HUNDREDS of Turkish Cypriots, including Turkish Cypriot leader Rauf Denktash’s son Serdar and opposition CTP leader Mehmet Ali Talat, yesterday gave blood in the search for a suitable bone-marrow donor to save a Greek Cypriot child.
The Turkish Cypriots made their donations at the Ledra Palace in Nicosia.
The Turkish Cypriot effort, held under the auspices of the United Nations and with the help of Doctors of the World and other experts, began at 5pm and was expected to continue until 8pm.
Denktash and Talat said it had been a humanitarian effort that should not be used politically.
Talat also apologised to the Turkish Cypriots for being held up at the checkpoint for 15 minutes. CyBC reported that the Turkish Cypriots had been made to fill out forms before being allowed to cross.
An elderly Turkish Cypriot man told CyBC his grandson had been saved after being operated on at Nicosia’s general hospital after suffering from a brain tumour and that he felt it was his duty to make a donation.
The man, who was not named, said he had been disappointed after being turned away due to his age.
The volunteers also included Turkish nationals studying at universities in the north.
With thousands of samples already gathered, the Karaiskakio Foundation yesterday began using new machinery to process the blood.
State-of-the-art processing machinery began processing 1,000 samples a day, the first time a single laboratory anywhere in the world has tested so many samples at a time.
Government spokesman Michalis Papapetrou yesterday confirmed that Turkey had put its donor files at the government’s disposal in the search for a donor for six-year-old Andreas Vassiliou, the child whose plight sparked the flood of volunteers.
Greek Cypriot efforts have been accompanied by donations in Greece and, more recently, from Turkish Cypriots.
Papapetrou told his daily briefing that the Foreign Ministers of Greece and Turkey had spoken on the phone with the sole reason of trying to find a donor for Vassiliou.
"There was communication between (Greek Foreign Minister George) Papandreou and (Turkish Foreign Minister Ismail) Cem… The latter offered, for the specific case of the child that requires a donor, all the records that the Turkish Republic has."
The government spokesman said the effort to find a donor had overcome the island’s division, proving that Greek and Turkish Cypriots could live together.
"Every response to this humanitarian issue is positive, we see ordinary Turkish Cypriots’ response to this humanitarian call as very positive… It has superseded separation and segregation and showed… that Greek and Turkish Cypriots could not only be the citizens of the same state but act as such."
Papapetrou said a bicommunal event in Pergamos on Sunday, in which hundreds of Turkish Cypriots gave blood, was very positive and a sign that the Cyprus problem climate was improving.
Papapetrou said that the Republic’s bone-marrow donor database had also been put at the disposal of experts trying to find a suitable donor for 12-year-old Turkish Cypriot Kemal Saracoglu, who is also suffering from leukaemia.
"I want to say that our files are offered for every people and more so for our Turkish Cypriot compatriots."
The president of the Karaiskakio’s scientific committee, Adamos Adamou, said yesterday the samples’ processing had begun smoothly. "The timetable was honoured and on Sunday the machines were here along with the experts, a German and an American."
Adamou said 2,000 samples would be sent to Los Angeles tomorrow for testing.
He added the government had so far honoured its financial promises to the Foundation.
But he added that financial donations were welcomed to cover operational costs, which the Karaiskakio paid for itself.
Meanwhile Greek and Turkish Cypriot diaspora associations in Australia said yesterday they were joining the effort to find matching donors for Andreas and Kemal.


■ TASK STATEMENT ■
Pick out each line with the word "name" from the material that follows.

■ PROVIDED DATA ■

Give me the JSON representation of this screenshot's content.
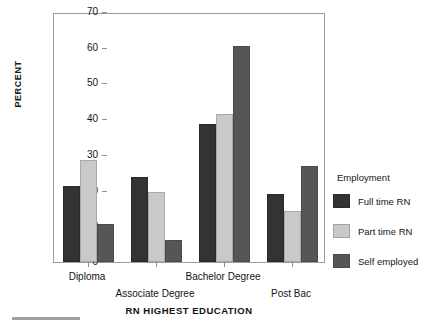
{
  "chart_data": {
    "type": "bar",
    "title": "",
    "xlabel": "RN HIGHEST EDUCATION",
    "ylabel": "PERCENT",
    "categories": [
      "Diploma",
      "Associate Degree",
      "Bachelor Degree",
      "Post Bac"
    ],
    "series": [
      {
        "name": "Full time RN",
        "color": "#333333",
        "values": [
          21.3,
          23.8,
          38.6,
          19.1
        ]
      },
      {
        "name": "Part time RN",
        "color": "#c9c9c9",
        "values": [
          28.5,
          19.6,
          41.4,
          14.3
        ]
      },
      {
        "name": "Self employed",
        "color": "#565656",
        "values": [
          10.7,
          6.1,
          60.5,
          26.8
        ]
      }
    ],
    "ylim": [
      0,
      70
    ],
    "yticks": [
      0,
      10,
      20,
      30,
      40,
      50,
      60,
      70
    ],
    "ytick_labels": [
      "0",
      "10",
      "20",
      "30",
      "40",
      "50",
      "60",
      "70"
    ],
    "grid": false,
    "legend": {
      "title": "Employment",
      "position": "right"
    }
  },
  "axis": {
    "y_title": "PERCENT",
    "x_title": "RN HIGHEST EDUCATION"
  },
  "legend": {
    "title": "Employment",
    "entries": [
      {
        "label": "Full time RN"
      },
      {
        "label": "Part time RN"
      },
      {
        "label": "Self employed"
      }
    ]
  }
}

■ PROBLEM SOLUTION ■
        "name": "Full time RN",
        "name": "Part time RN",
        "name": "Self employed",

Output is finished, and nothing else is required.